### [The problem]
Exactly reproduce the lines from the line bearing "pixels, height=560 pixels." through the end of the listing, inclusive of both; pictures are to be omitted.
————
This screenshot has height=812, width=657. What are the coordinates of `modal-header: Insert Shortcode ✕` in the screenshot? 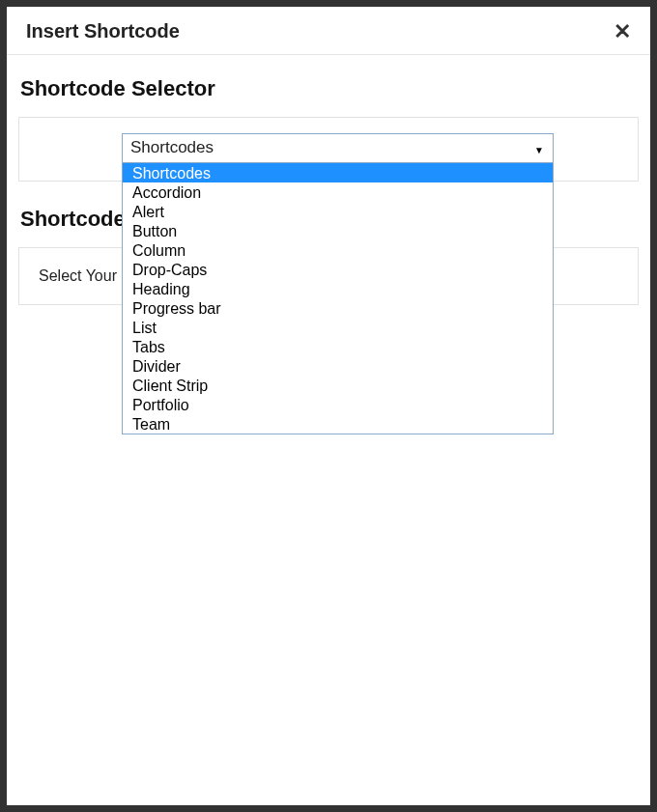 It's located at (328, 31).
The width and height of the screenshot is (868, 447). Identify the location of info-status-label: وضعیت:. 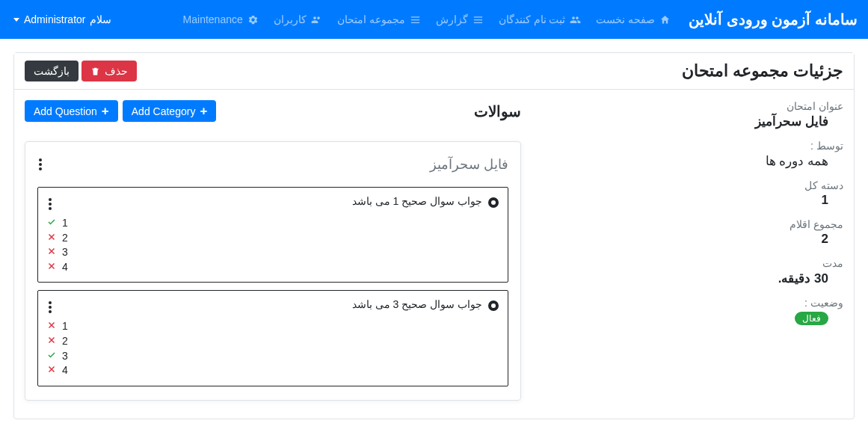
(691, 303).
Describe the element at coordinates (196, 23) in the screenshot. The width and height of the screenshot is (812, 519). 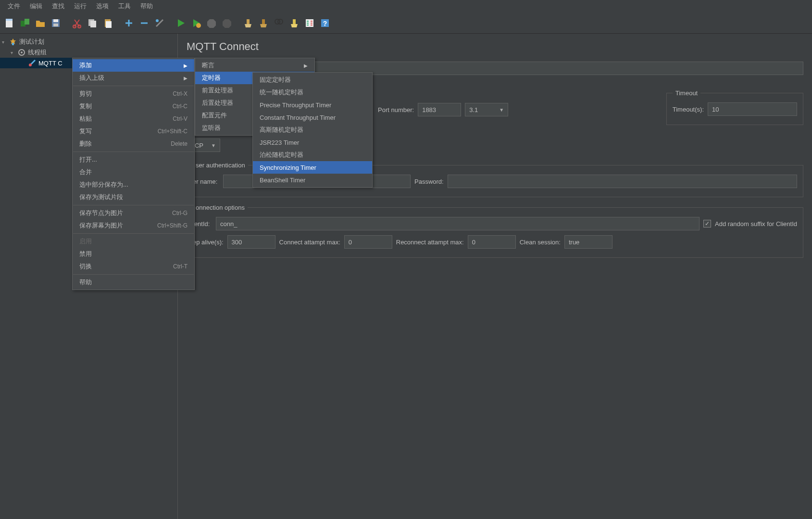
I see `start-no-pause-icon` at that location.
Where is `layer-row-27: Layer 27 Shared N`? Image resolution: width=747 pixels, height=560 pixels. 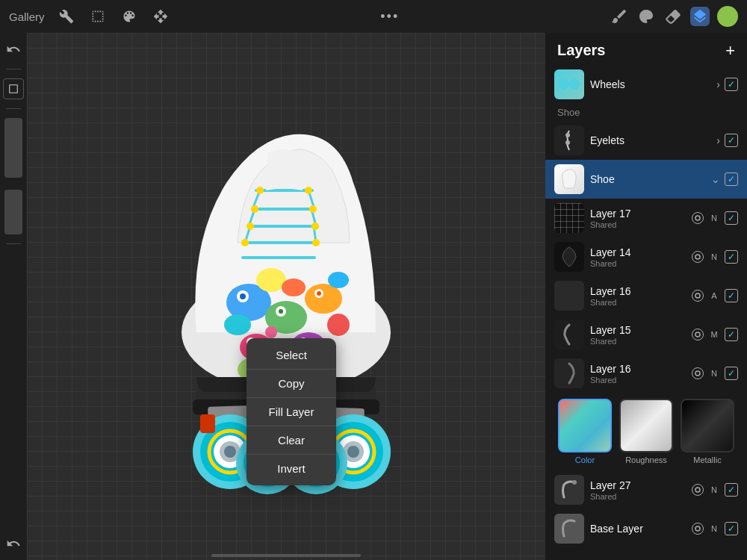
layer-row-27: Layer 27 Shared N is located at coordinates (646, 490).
————
### [Reply]
Where is `layer-row-27: Layer 27 Shared N`? Image resolution: width=747 pixels, height=560 pixels. 
layer-row-27: Layer 27 Shared N is located at coordinates (646, 490).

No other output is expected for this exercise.